There’s much to
There’s much to do and little time to do it.
Longshoremen’s big concerns
The port workers’ strike that shut down our Eastern seaboard and Gulf coast ports has been temporarily suspended. The new do-or-die date is January 15, a fleetingly short 101 days away.
“Don’t let robots take my job.”
Aside from demands for a 62% pay raise over six years, of primary concern to the International Longshoremen’s Association, which represents the approximately 45,000 dock workers, is the looming concern that automation will eliminate their jobs. What that will look like, they say, is automation of gates, cranes, and container-moving trucks – pretty much anything that moves. The longshoremen want this banned.
In the absolute, this becomes a zero-sum game: automate one job, put one worker out of work, maybe more. Whatever the ratio, there’s a winner and a loser.
But it doesn’t have to be. This can be a win-win.
Where does the fear of automation come from?
Since the start of the Industrial Revolution – late 18th century – the Luddites in England, predominantly in the textile trade, feared loss of jobs to automation and revolted against it. One industry after another through the years – metal working, agriculture, energy (oil, electricity), automobiles, personal computers – the fears grew, but in one after another, history shows, far more jobs were created than were eliminated. They just weren’t in the same places and they needed new skills. So, the unavoidable nature of this progress demands (a) acceptance, (b) compliance, and (c) partnership.
Twelve years ago, I wrote a six-part Commentary touting major workplace trends, one of which – “The Four Partners” – pointed to the early-stage fear we are discussing now. It has only intensified since. I also suggested a solution that also has intensified. Problem is, while we’ve watched the AI phenomenon become more real, more well-defined, and exponentially bigger, we’ve still not moved fast or far enough toward the solution.
Make automation and humans allies, not antagonists.
The force to fear is not AI; it’s the person who uses it better than you do. Workers who can use AI in an integrative way enhance both the output of the automation and their own. They also tend to enjoy higher wages, more favorable jobs, and more leisure time. On the other hand, workers for whom the machines can substitute don’t fare well.
Enter The Four Partners
No one can do this alone. But with a national commitment to making it work, it’s a certainty. Here are the players:
- Employers should recognize the out-of-date skill sets in our workplace and accept that a whole flock of perfectly skilled workers is not liable to show up out of the blue anytime soon. Yet are employers committed to long-term training programs? Those who say it’s the private sector that creates jobs, then, are overlooking the private sector’s new responsibility: to help build an up-to-date workforce. Employers must invest more in long-term, high-level training.
- Education, both secondary and higher, must realize that it has not adequately prepared a nation of students for the competitive global markets of the present, let alone the future. Community colleges have made strides and some four-year colleges are doing so, but so much more has to be done. The tricky balancing act, though, is to rearrange curricular standards to make two accommodations at the same time: increase specific technical skills – STEM: science, technology, engineering, math – while developing a broader approach to the liberal arts. Among the most oft-cited skills deficits are communication (notably, writing), critical thinking, decision making, and problem solving.
- Government must intercede. This is a national issue, (even a national security issue, if you think about it), and if the private sector is stubbornly refusing to do what this nation critically needs – train its workforce – then who will? Someone has to promote the common good – and the government, which in the last four years has stepped up – is the one to do it. High on the World Economic Forum’s global competitiveness chart are countries where the government plays an active role (not big, not small, but active).
- The individual must be willing. Once we’re done laying blame on the other three players, it’s time for each individual to take charge, make plans, and then execute. Given the current state of affairs, the only one who can take the first step and do something about this right now is the one to whom this means the most: the job seeker.
- With the current focus on the Longshoremen, the dockworker who realizes that someone’s got to make, design, customize, install, run, maintain, and upgrade all those automated behemoths – and that someone will be sitting in sophisticated tech centers, not on the docks, in better jobs with higher pay. Now, all we need is companies willing to transform, an education system that can handle the workplace readiness aspect (we’re close), and government commitment (Joe Biden’s early-stage legislative successes fit the bill) – and we will have a four-way partnership model to make out economy ready before a strike happens, ready for that fourth partner – the individual – when needed.
History is the story of decisions. There is in front of us the need to make one of the most profound decisions in our history.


#### What you are asked to do
Among the records below, find the line that has "Locate an element on the screen."; from there, give the lines again exactly, and stop after the line that has "Task: Click on the span: Learning Hub".

*** Data records

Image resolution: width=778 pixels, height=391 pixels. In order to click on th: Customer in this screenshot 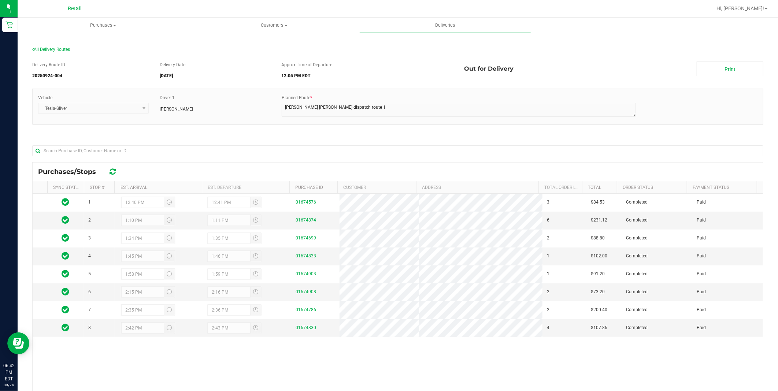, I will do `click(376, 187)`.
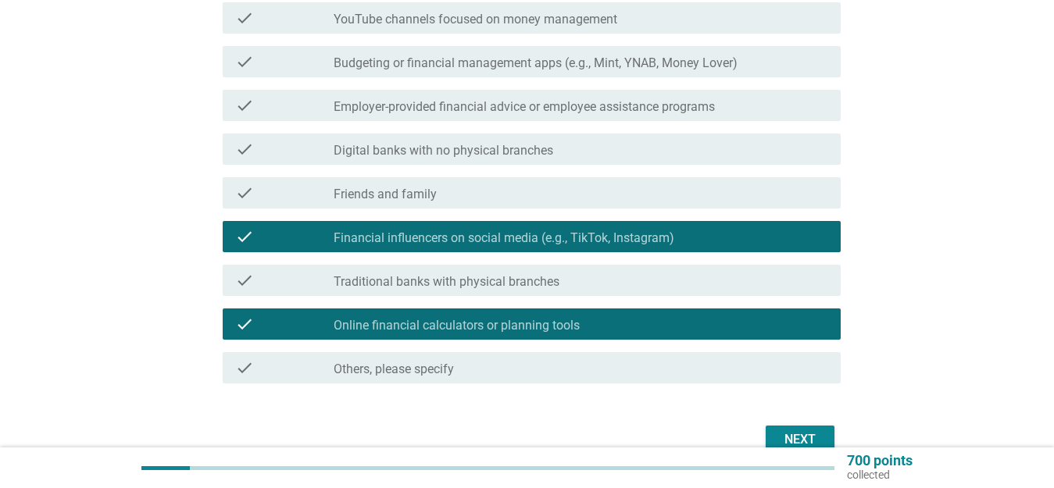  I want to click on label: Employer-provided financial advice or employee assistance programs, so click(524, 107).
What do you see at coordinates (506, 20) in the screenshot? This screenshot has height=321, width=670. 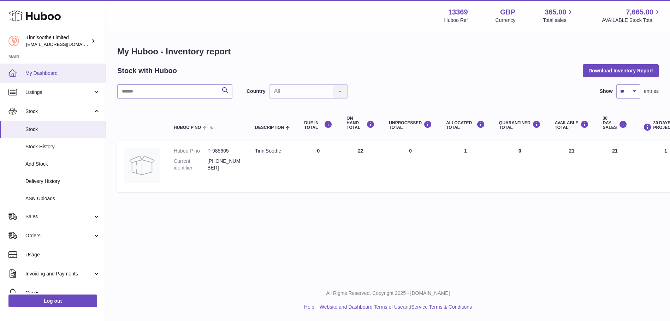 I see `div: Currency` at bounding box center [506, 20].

******
*** Data records

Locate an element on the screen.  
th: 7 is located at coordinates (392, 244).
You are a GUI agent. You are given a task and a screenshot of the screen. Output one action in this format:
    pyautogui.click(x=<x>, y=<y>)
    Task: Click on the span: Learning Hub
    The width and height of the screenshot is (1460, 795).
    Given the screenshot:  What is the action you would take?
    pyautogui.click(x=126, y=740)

******
*** Data records

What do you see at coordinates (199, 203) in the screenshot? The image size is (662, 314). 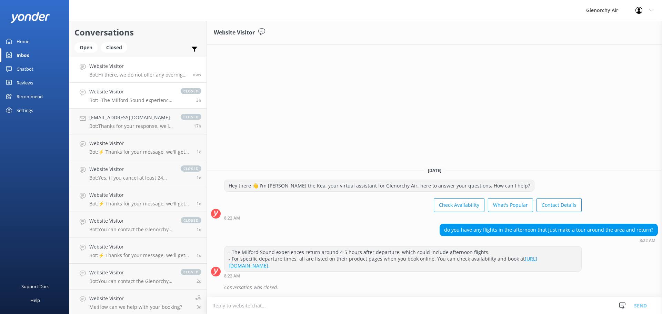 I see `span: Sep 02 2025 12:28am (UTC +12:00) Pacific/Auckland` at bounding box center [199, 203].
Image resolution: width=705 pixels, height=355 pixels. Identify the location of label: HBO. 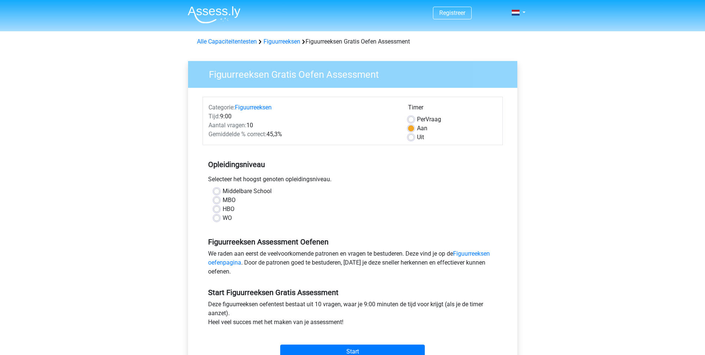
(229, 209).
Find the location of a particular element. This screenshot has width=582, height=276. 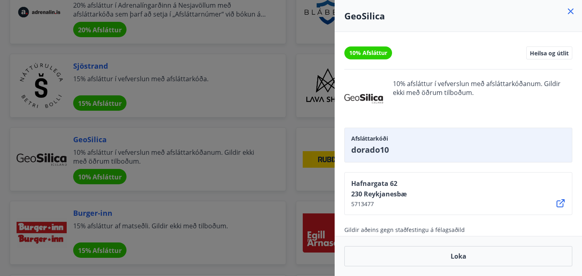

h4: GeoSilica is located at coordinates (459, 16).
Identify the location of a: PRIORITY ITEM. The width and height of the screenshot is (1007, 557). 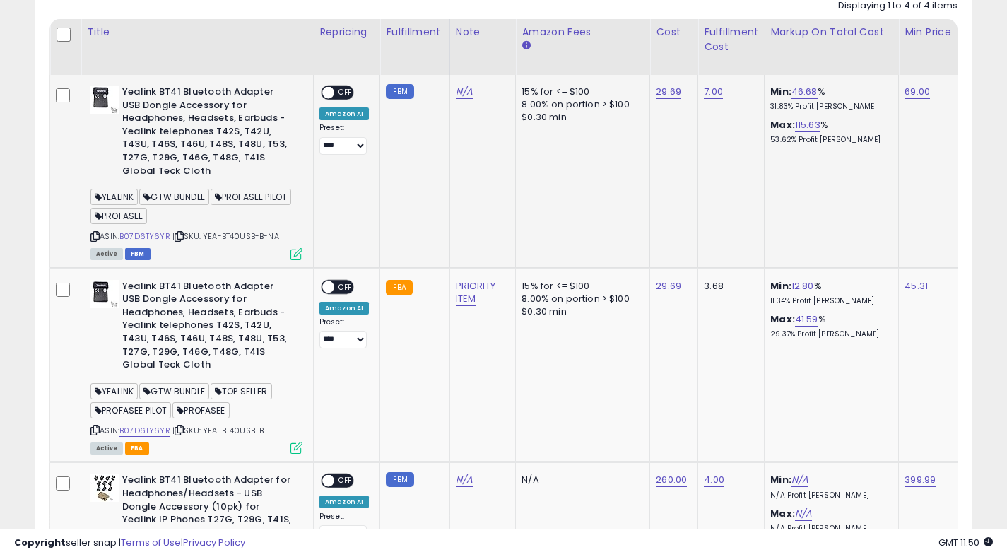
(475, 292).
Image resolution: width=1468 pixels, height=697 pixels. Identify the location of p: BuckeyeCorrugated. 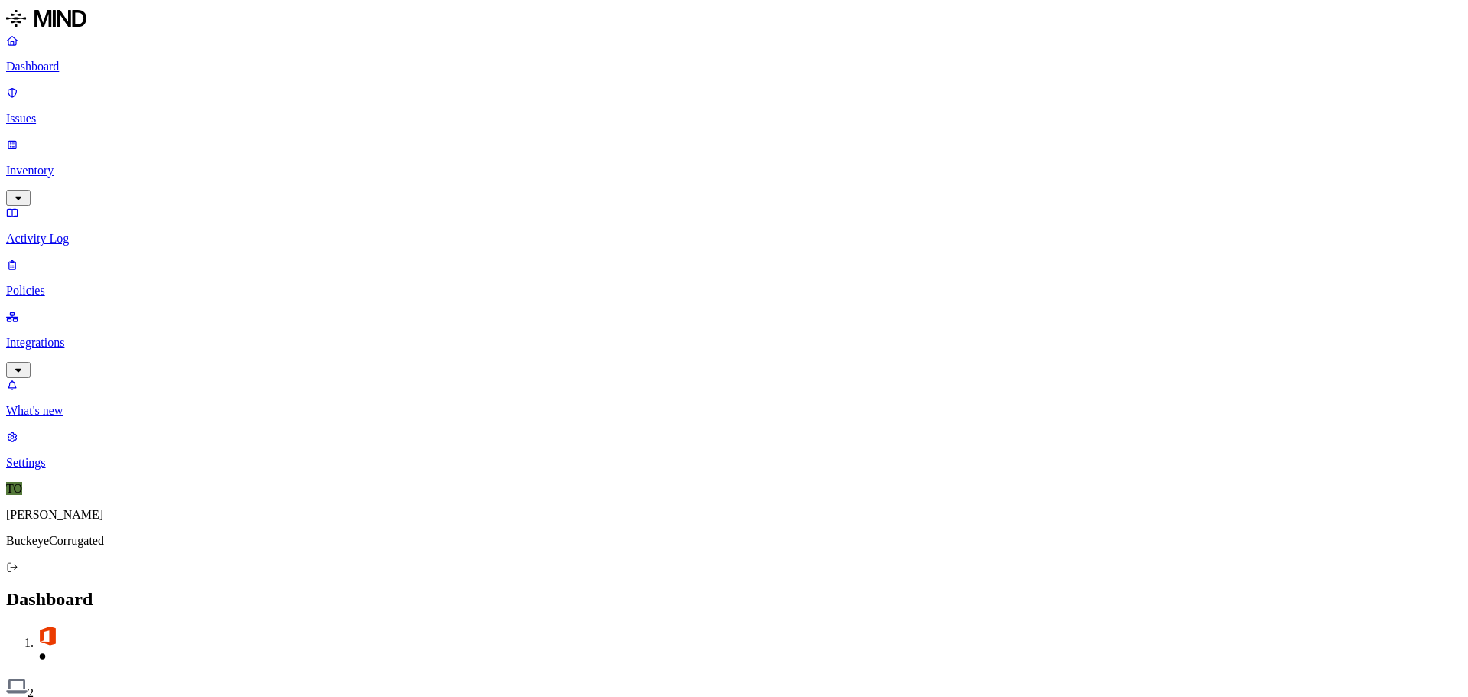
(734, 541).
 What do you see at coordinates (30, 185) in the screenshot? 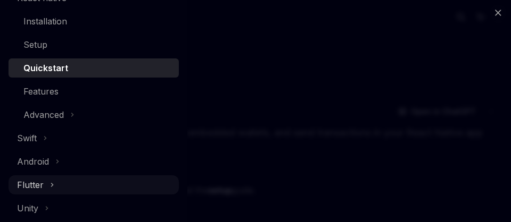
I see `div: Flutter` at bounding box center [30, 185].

******

#### Written response
Locate an element on the screen.  
th: 7 is located at coordinates (392, 244).
You are a GUI agent. You are given a task and a screenshot of the screen. Output one action in this format:
    pyautogui.click(x=<x>, y=<y>)
    Task: Click on the span: Learning Hub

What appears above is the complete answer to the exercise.